Monday, May 26, 2014

Five management lessons you can learn from Modi's Victory

In the thumping victory that Narendra Modi has led the BJP to in the Lok Sabha elections lay five critical management lessons on how to succeed.

These are:

1.Positioning:
For any company or endeavour to succeed, it has to offer to the people something new, something that will catch their eye and something that they need. Here, Narendra Modi was already a known factor, but the way he repackaged himself and sold himself to the masses in a brand new package which promised them "better days ahead". Considering the way things have been over the last 10 years, who wouldn't buy that line?

2. Social media management:
This election wasn't fought on the grounds, but on the social media. As part of his campaign policy, he got his party's top leaders to get on to Facebook and Twitter and get in touch with the younger generation. In fact, his social media management went to such heights that an India Today survey found that the internet had become saffron. As they say, he who gets the social media right, gets the cake.

3. Timing:
Modi began his campaign at a time when the common man was feeling the pinch in his wallet and the bite of his ragged shoe which he had run so thin that he could count the cobblestones under his shoe-covered feet. The ad campaigns and the promotional activities that Modi undertook - Chai pe charcha, 3D hologram speeches - connected him to more people than the Congress could ever dream of. By the time the electoral campaigning ended, Modi is said to have met a whopping 234 million voters out of a total 814 million voters.

On Facebook, he had more than 13 million likes and on Twitter, he had more than 3.9 million followers.

4. Communication Strategy:
With a three-month course in PR and image management backed by experts from a PR agency, Modi created some of the most resounding punchlines to back his campaign. Punchlines such as "Janta maaf nahi karegi" and "Ab ki baar Modi sarkaar" caught the imagination of the voters. The two slogans had two different targets. The first slogan was aimed at the oppressed common man who was finding it difficult to make both ends meet with the ever-rising inflation. The second was aimed at the younger generation, a generation of nearly 10 million first-time voters who had got tired of hearing about scams, scandals and what not.

5. SWOT: Usage of Strength/Weakness/Opportunity/Threat
There's nothing like a missed opportunity. Either you get the opportunity and dance on it, or you lose it forever. With the Congress lackadaisical governance at the Centre, Modi saw the opportunity coming his way a long time back and he made the required preparations for it. The Congress went on making blunders while Modi kept on learning from their mistakes and using their mistakes to his and his party's benefit.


YOUR GOAL.
Scan the entries below and return each line that contains "dashed".

ENTRIES SUPPLIED.
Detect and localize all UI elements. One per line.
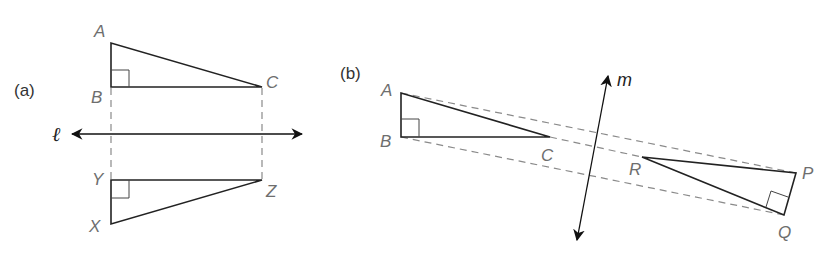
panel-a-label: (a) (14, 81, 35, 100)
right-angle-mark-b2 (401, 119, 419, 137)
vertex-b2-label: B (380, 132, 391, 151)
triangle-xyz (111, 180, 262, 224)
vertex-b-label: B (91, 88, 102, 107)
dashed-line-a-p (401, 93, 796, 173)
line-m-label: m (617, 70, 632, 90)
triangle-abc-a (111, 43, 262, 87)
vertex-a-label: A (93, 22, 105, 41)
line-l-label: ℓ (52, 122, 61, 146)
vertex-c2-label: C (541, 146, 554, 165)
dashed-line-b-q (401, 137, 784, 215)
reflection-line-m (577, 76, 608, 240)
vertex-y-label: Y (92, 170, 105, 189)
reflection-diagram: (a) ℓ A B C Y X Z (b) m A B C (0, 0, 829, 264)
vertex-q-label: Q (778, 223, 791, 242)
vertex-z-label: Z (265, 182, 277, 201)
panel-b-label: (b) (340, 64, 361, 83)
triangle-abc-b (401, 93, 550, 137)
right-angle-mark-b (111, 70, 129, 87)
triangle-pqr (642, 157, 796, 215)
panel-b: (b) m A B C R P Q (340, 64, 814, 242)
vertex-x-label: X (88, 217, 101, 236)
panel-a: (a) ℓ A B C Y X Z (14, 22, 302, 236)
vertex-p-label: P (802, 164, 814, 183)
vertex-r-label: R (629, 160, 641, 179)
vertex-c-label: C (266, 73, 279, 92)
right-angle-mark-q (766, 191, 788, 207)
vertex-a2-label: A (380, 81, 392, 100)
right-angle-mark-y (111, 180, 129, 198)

WRITTEN SOLUTION.
dashed-line-a-p (401, 93, 796, 173)
dashed-line-b-q (401, 137, 784, 215)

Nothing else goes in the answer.